Usually it's a pipe pushed on a spigot inside the tank, then a 'clunk' on the other end of the pipe, which is just a bit of metal that pushes into the end of the pipe with a hole thru it, so the clunk always falls to the bottom of the tank, even if you turn it upside down, the tube length is semi critical, need to ensure it wont get hung up on any protrusions from the odd shaped tanks usually found on power tools, and not too short to starve the engine of fuel when the tank is nearing empty.... tho for a leaf blower it's not really that much of a disaster to fill the tank and re-prime the carb.... on a model plane you can usually only do that after you've re-built the air frame :)

The old pipe probably split at the spigot junction, so you'll need a new length of hose designed to be immersed in fuel all the time (not just the insides of the pipe being fuel proof, and the chinese 'fuel' hose hardly seems to be able to do that) the petrol model plane lot use Tygon tubing, the glow engine lot use silicone tubing, but that is not suitable for petrol, tho it can withstand methanol which i thought was 'worse' than petrol, it is extremely flexible, The Tygon tube is almost as flexible, and the petrol plane lot use it for their clunk tubes, so a model plane shop will have it on the roll.
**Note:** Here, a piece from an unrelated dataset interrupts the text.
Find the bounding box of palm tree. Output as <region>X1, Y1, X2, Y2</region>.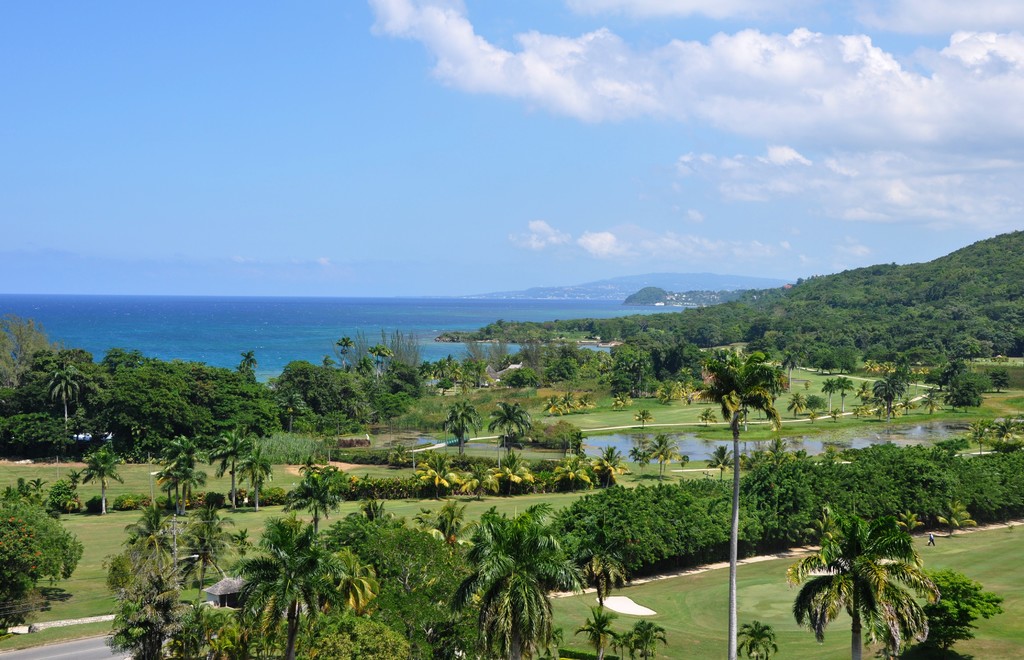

Getting the new clunk tube on the spigot in the tank may be a challenge, do you know a friendly gynecologist?

Reply to
Gazz

Yep, thats it

Indeed it did - - just inside the tank and you are right about the lack of 'fuel proffness' of the OE.

Managed to get some proper stuff from the local (ish) ag. workshop

Hah! I cheated, having extracted the remains from the tank and removed the short stretch to the carb. I measured carefully the required length and bought more which enabled me to thread through the spigot, fish the end through the tank filler and fit the 'clunk' (filter) on then fed it back into tank pull it back to the right length inside the tank and cutting it to the length to go to carb.

Easy peasy. Apart from the 'slight' problem of getting the pipe onto the carb inlet which really needed nimbler fingers than mine.